In Bhutan, it’s expected that people like this farmer will use the resources of land they don’t own—but prudently. The system for ensuring this, in Bhutan and elsewhere, is called community forestry, in which local people form cooperatives and decide, collectively, how to use the forest for their benefit without depleting it. Yale graduates are involved in this work too. Chado Tshering heads the community forestry division of the South Asian Association for Regional Cooperation. Karma Yangzom ’01MEM co-founded a company called Bio Bhutan, which markets organic lemongrass oil and powdered ginger, turmeric, and teas, all grown, collected, or processed by farmers’ groups and sold mostly in Europe. (She now works as an environment specialist for the Asian Development Bank.)

For now, Bhutan’s system for protecting its forests and biodiversity is working. In the estimation of Princeton ecology professor David Wilcove ’80, an expert on wildlife conservation, “The protection and management of endangered species in Bhutan is way ahead of the United States.”

Sangay Wangchuk believes that two factors have safeguarded the Bhutanese forest so far. The first is low population density: Bhutan is roughly the size of the Netherlands, but its population of 695,000 is dwarfed by Holland’s, at 16.6 million. The second saving grace is what he calls “the implicit”: Buddhist principles. Buddhists see all “sentient beings” as sacred and interconnected, and Bhutanese generally avoid not only fishing and hunting, but also setting fires that might kill insects.

Ideas of sacredness serve to preserve nature in subtle ways, too. Villages throughout Bhutan have always designated certain groves uphill from cultivated land as sacred, says Nawang Norbu, director of the Ugyen Wangchuck Institute for Conservation and Environment, a government conservation research and education center. “There are some forests where you would be advised not to enter because of deities,” and these inviolable stands of trees safeguard water sources. “Some elders in their wisdom would have understood this intricate relationship between forest and water and, ultimately, their livelihood.”

In the midst of this discussion comes one of those exchanges that illustrate how much Buddhist faith informs thought, feeling, and daily life in Bhutan. When I ask Nawang Norbu how many people the forestry department employs, he estimates 1,200. But he says the exact number doesn’t matter: “One could die tomorrow.”

Taken aback, I attempt a joke: “Knock on wood.”

“It doesn’t matter,” he says. He pauses, then adds, “Emptiness.” Others in the room nod.

I’ve heard of emptiness. It’s a Buddhist belief that human beings are deluded in thinking of ourselves as discrete from other beings; everything is continuous and the “self” empty. But my concept of it is hazy. “I don’t understand emptiness,” I tell Nawang Norbu. “Nobody does,” he replies, “so there’s no point in me talking about it.”
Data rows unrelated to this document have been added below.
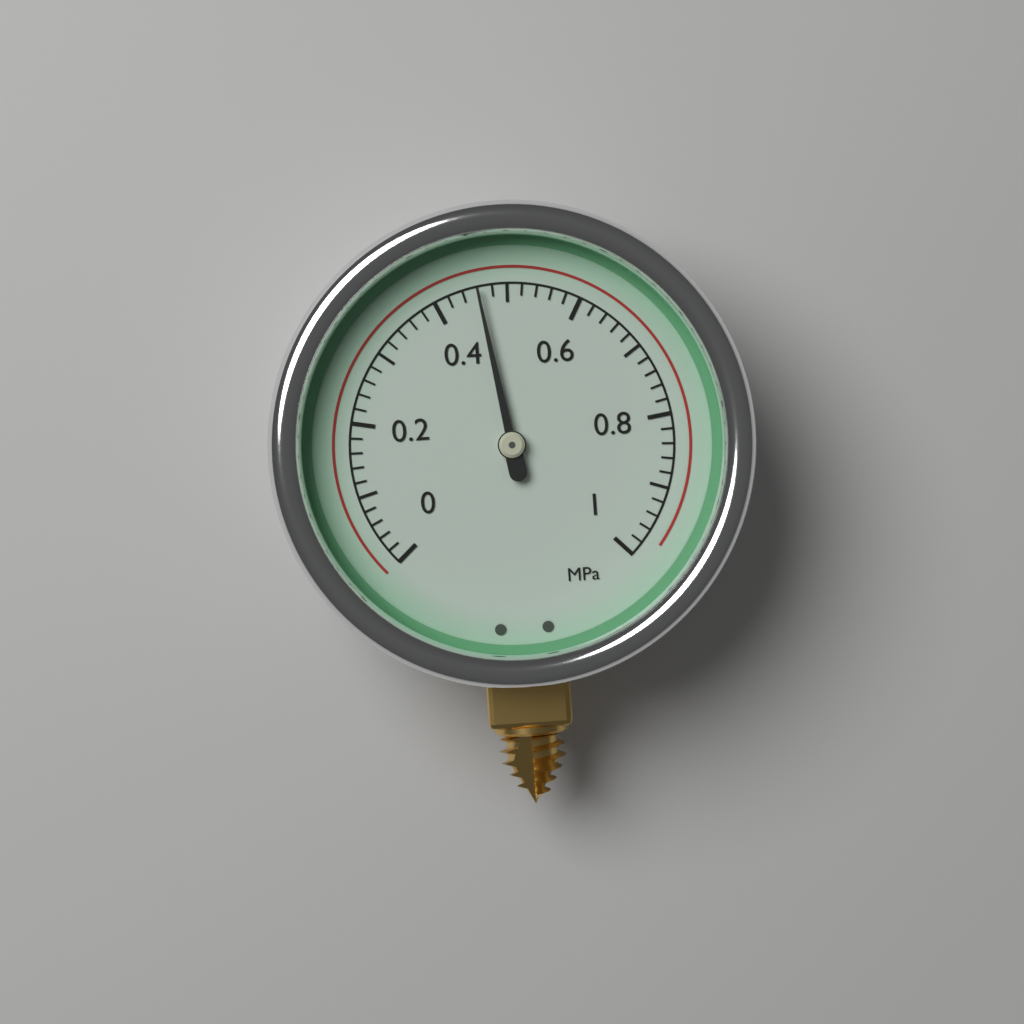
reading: 0.46 MPa
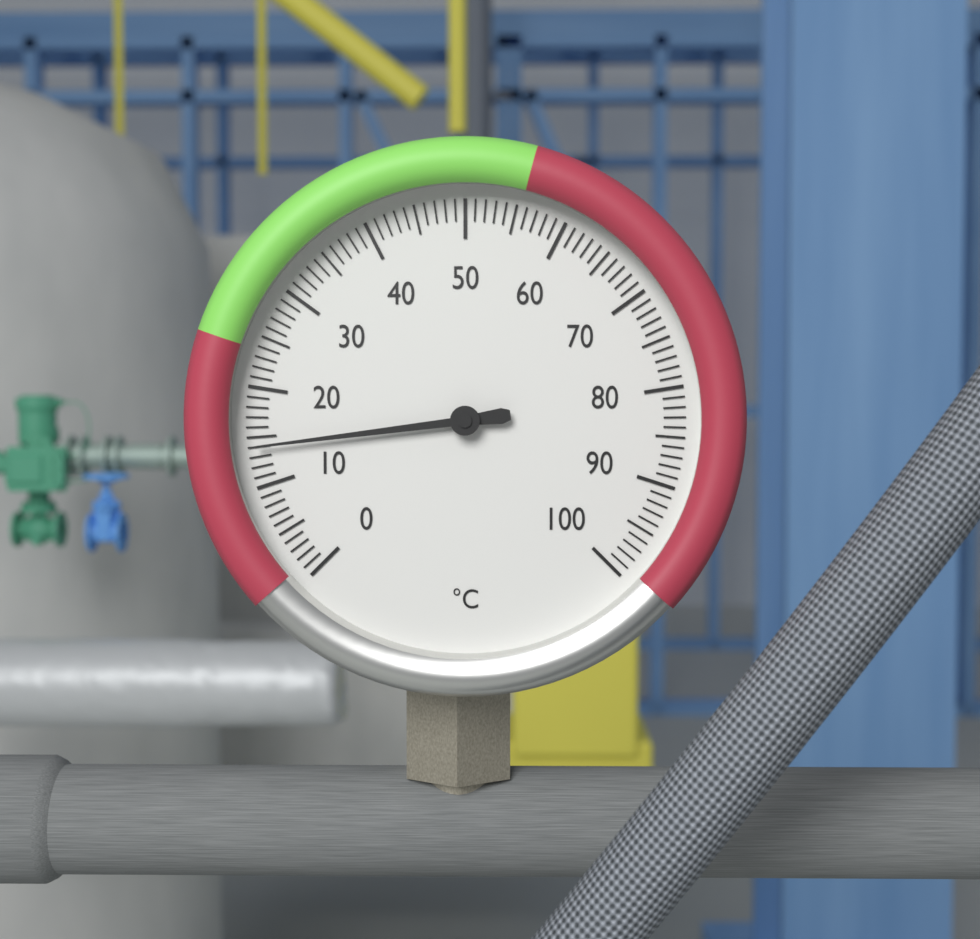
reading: 14 °C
“Buddhism informs the very fabric of Bhutanese life,” says the WWF’s Miceler. “Things like GNH—many of its underpinnings—come from Buddhist ideas of how to conceptualize contentment. Buddhism has tempered, very much, Bhutanese concepts of development—understanding the need to live in harmony with nature, understanding that if you do something, you’re going to have effects downstream. These principles can and should be informing First-World development policy.”

As Sangay Wangchuk puts it, Bhutan’s small population and the Buddhist worldview “have delivered us into the twenty-first century.” What happens next will depend on the resilience of Bhutanese ideals.